Finally, legal commentators recognize the significance of a biological or adoptive parent's consent to permit another adult to establish a parent-like relationship with a child. See Nancy D. Polikoff, This Child Does Have Two Mothers: Redefining Parenthood to Meet the Needs of Children in Lesbian-Mother and Other Nontraditional Families, 78 Geo. L.J. 459, 464 (1990) (arguing that parental autonomy and the best interests of children would be preserved by recognizing as a parent "anyone who maintains a functional parental relationship with a child when a legally recognized parent created that relationship with the intent that the relationship be parental in nature"); Comment, Kristine L. Burks, Redefining Parenthood: Child Custody and Visitation When Nontraditional Families Dissolve, 24 Golden Gate U. L. Rev. 223, (1994) (positing that a nonparent be able to seek custody and visitation when, inter alia, that person has developed a parent-child relationship with a child with the support and cooperation of the legally recognized parent).

Page 699
To summarize our decision, we conclude the following: Holtzman has not raised a triable issue requiring a transfer of custody, and therefore we affirm the dismissal of the custody action commenced under sec. 767.24, Stats. 1991-92. Holtzman cannot petition for visitation of Knott's child under sec. 767.245, Stats. 1991-92, but the legislature did not intend the statute to supplant or preempt the subject of visitation or the equitable powers of the court to determine visitation under circumstances not included within the statute. A circuit court may determine whether visitation with Holtzman is in the child's best interest if Holtzman first proves under the four part test that she has a parent-like relationship with the child; and if Holtz-man proves a significant triggering event by demonstrating that Knott has interfered substantially with the child's relationship with Holtzman, and that Holtzman petitioned the court promptly after Knott's interference.

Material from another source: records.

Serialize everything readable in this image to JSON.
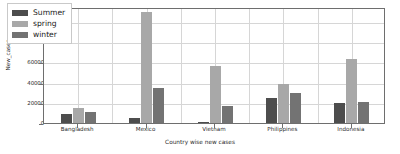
{
  "chart_data": {
    "type": "bar",
    "title": "",
    "xlabel": "Country wise new cases",
    "ylabel": "New_cases",
    "categories": [
      "Bangladesh",
      "Mexico",
      "Vietnam",
      "Philippines",
      "Indonesia"
    ],
    "series": [
      {
        "name": "Summer",
        "color": "#4d4d4d",
        "values": [
          9000,
          5000,
          1200,
          25000,
          20000
        ]
      },
      {
        "name": "spring",
        "color": "#a8a8a8",
        "values": [
          14500,
          110000,
          57000,
          39000,
          63000
        ]
      },
      {
        "name": "winter",
        "color": "#737373",
        "values": [
          11000,
          35000,
          17000,
          30000,
          21000
        ]
      }
    ],
    "ylim": [
      0,
      115000
    ],
    "yticks": [
      0,
      20000,
      40000,
      60000,
      80000,
      100000
    ],
    "ytick_labels": [
      "0",
      "20000",
      "40000",
      "60000",
      "80000",
      "100000"
    ],
    "grid": true,
    "legend_position": "upper left",
    "legend_entries": [
      "Summer",
      "spring",
      "winter"
    ]
  }
}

For the reasons set forth, that part of the order of the circuit court dismissing the petition for custody is affirmed, that part of the order dismissing the petition for visitation rights is reversed, and the cause is remanded for proceedings consistent with this opinion.

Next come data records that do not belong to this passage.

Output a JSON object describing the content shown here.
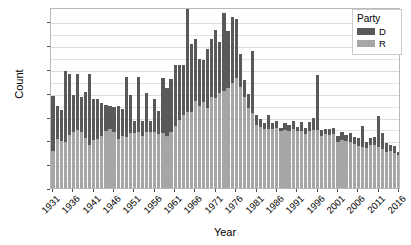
{
  "chart_data": {
    "type": "bar",
    "subtype": "stacked-bar",
    "title": "",
    "xlabel": "Year",
    "ylabel": "Count",
    "ylim": [
      0,
      3800
    ],
    "yticks": [
      0,
      500,
      1000,
      1500,
      2000,
      2500,
      3000,
      3500
    ],
    "ytick_labels": [
      "0",
      "500",
      "1000",
      "1500",
      "2000",
      "2500",
      "3000",
      "3500"
    ],
    "xticks": [
      1931,
      1936,
      1941,
      1946,
      1951,
      1956,
      1961,
      1966,
      1971,
      1976,
      1981,
      1986,
      1991,
      1996,
      2001,
      2006,
      2011,
      2016
    ],
    "xtick_labels": [
      "1931",
      "1936",
      "1941",
      "1946",
      "1951",
      "1956",
      "1961",
      "1966",
      "1971",
      "1976",
      "1981",
      "1986",
      "1991",
      "1996",
      "2001",
      "2006",
      "2011",
      "2016"
    ],
    "grid": true,
    "grid_axis": "y",
    "legend": {
      "title": "Party",
      "position": "top-right",
      "entries": [
        {
          "label": "D",
          "color": "#595959"
        },
        {
          "label": "R",
          "color": "#a6a6a6"
        }
      ]
    },
    "categories": [
      1931,
      1932,
      1933,
      1934,
      1935,
      1936,
      1937,
      1938,
      1939,
      1940,
      1941,
      1942,
      1943,
      1944,
      1945,
      1946,
      1947,
      1948,
      1949,
      1950,
      1951,
      1952,
      1953,
      1954,
      1955,
      1956,
      1957,
      1958,
      1959,
      1960,
      1961,
      1962,
      1963,
      1964,
      1965,
      1966,
      1967,
      1968,
      1969,
      1970,
      1971,
      1972,
      1973,
      1974,
      1975,
      1976,
      1977,
      1978,
      1979,
      1980,
      1981,
      1982,
      1983,
      1984,
      1985,
      1986,
      1987,
      1988,
      1989,
      1990,
      1991,
      1992,
      1993,
      1994,
      1995,
      1996,
      1997,
      1998,
      1999,
      2000,
      2001,
      2002,
      2003,
      2004,
      2005,
      2006,
      2007,
      2008,
      2009,
      2010,
      2011,
      2012,
      2013,
      2014,
      2015,
      2016
    ],
    "series": [
      {
        "name": "R",
        "label": "R",
        "color": "#a6a6a6",
        "values": [
          780,
          1030,
          980,
          960,
          1110,
          1180,
          1210,
          1180,
          1060,
          900,
          1000,
          1030,
          1100,
          1190,
          1240,
          1170,
          1020,
          1090,
          1080,
          1150,
          1160,
          1180,
          1090,
          1170,
          1170,
          1170,
          1130,
          1150,
          1100,
          1170,
          1310,
          1430,
          1530,
          1600,
          1590,
          1820,
          1730,
          1800,
          1680,
          1920,
          1890,
          2000,
          2040,
          2110,
          2200,
          2300,
          2130,
          1910,
          1680,
          1570,
          1330,
          1280,
          1230,
          1240,
          1230,
          1260,
          1190,
          1220,
          1200,
          1240,
          1190,
          1190,
          1130,
          1200,
          1210,
          1220,
          1090,
          1130,
          1120,
          1130,
          960,
          1010,
          980,
          970,
          930,
          890,
          860,
          830,
          910,
          900,
          860,
          810,
          760,
          780,
          740,
          700
        ],
        "stack_order": 0
      },
      {
        "name": "D",
        "label": "D",
        "color": "#595959",
        "values": [
          1160,
          690,
          660,
          1490,
          1290,
          770,
          1180,
          730,
          950,
          1490,
          860,
          830,
          690,
          560,
          490,
          540,
          710,
          560,
          1250,
          800,
          250,
          1160,
          320,
          830,
          240,
          700,
          480,
          1150,
          1010,
          1110,
          1270,
          1160,
          1050,
          2170,
          1440,
          1310,
          970,
          890,
          1240,
          1200,
          1430,
          1060,
          1630,
          1180,
          1390,
          1250,
          680,
          350,
          300,
          1300,
          200,
          170,
          130,
          290,
          140,
          150,
          70,
          140,
          120,
          170,
          100,
          200,
          130,
          180,
          250,
          1160,
          120,
          110,
          120,
          120,
          130,
          160,
          130,
          180,
          150,
          160,
          440,
          130,
          130,
          180,
          650,
          350,
          190,
          130,
          150,
          60
        ],
        "stack_order": 1
      }
    ],
    "totals": [
      1940,
      1720,
      1640,
      2450,
      2400,
      1950,
      2390,
      1910,
      2010,
      2390,
      1860,
      1860,
      1790,
      1750,
      1730,
      1710,
      1730,
      1650,
      2330,
      1950,
      1410,
      2340,
      1410,
      2000,
      1410,
      1870,
      1610,
      2300,
      2110,
      2280,
      2580,
      2590,
      2580,
      3770,
      3030,
      3130,
      2700,
      2690,
      2920,
      3120,
      3320,
      3060,
      3670,
      3290,
      3590,
      3550,
      2810,
      2260,
      1980,
      2870,
      1530,
      1450,
      1360,
      1530,
      1370,
      1410,
      1260,
      1360,
      1320,
      1410,
      1290,
      1390,
      1260,
      1380,
      1460,
      2380,
      1210,
      1240,
      1240,
      1250,
      1090,
      1170,
      1110,
      1150,
      1080,
      1050,
      1300,
      960,
      1040,
      1080,
      1510,
      1110,
      950,
      910,
      890,
      760
    ]
  }
}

By the Court. — The order of the circuit court is affirmed in part and reversed in part and the cause remanded.

1.

The two questions of law arise in an appeal from an order granting Knott's motion for summary judgment. Summary judgments are governed by sec. 802.08, Stats. 1991-92, and this court reviews the circuit court's order for summary judgment by applying the same methodology as the circuit court. Green Spring Farms v. Kersten, 136 Wis. 2d 304, 315, 401 N.W.2d 816 (1987).

2.

A petitioner's contribution to a child's support need not be monetary.

3.

We do not by this opinion mean to interpret what conditions satisfy the statutory requirement of "a relationship similar to a parent-child relationship with the child" in sec. 767.245(1).

4.

The circuit court denied Holtzman's and the guardian ad litem's requests for relief pending appeal, specifically the right to exercise visitation. On December 23, 1993, the court of appeals granted Holtzman's request for visitation while the appeal was pending and directed the circuit court to establish a visitation schedule. On December 24, 1993, Knott filed a petition for a writ of prohibition with this court to prevent the circuit court from ordering temporary visitation. On January 6, 1994, this court directed the circuit court to hold the planned hearing to determine a visitation schedule but to stay the implementation of the visitation schedule until this court had considered Knott's petition. On February 3, 1994, this court denied the petition for a writ of prohibition and lifted the previously imposed stay on visitation.

5.

Holtzman sought access to Knott's mental health records to support her claims of Knott's unfitness or compelling circumstances, relying on sec. 802.08(4), Stats. 1991-92, which provides as follows:

Should it appear from the affidavits of a party opposing the [summary judgment] motion that the party cannot for reasons stated present by affidavit facts essential to justify the party's opposition, the court may refuse the motion for judgment or may order a continuance to permit affidavits to be obtained or depositions to be
Page 666
taken or discovery to be had or may make such other order as is just. (Emphases added.)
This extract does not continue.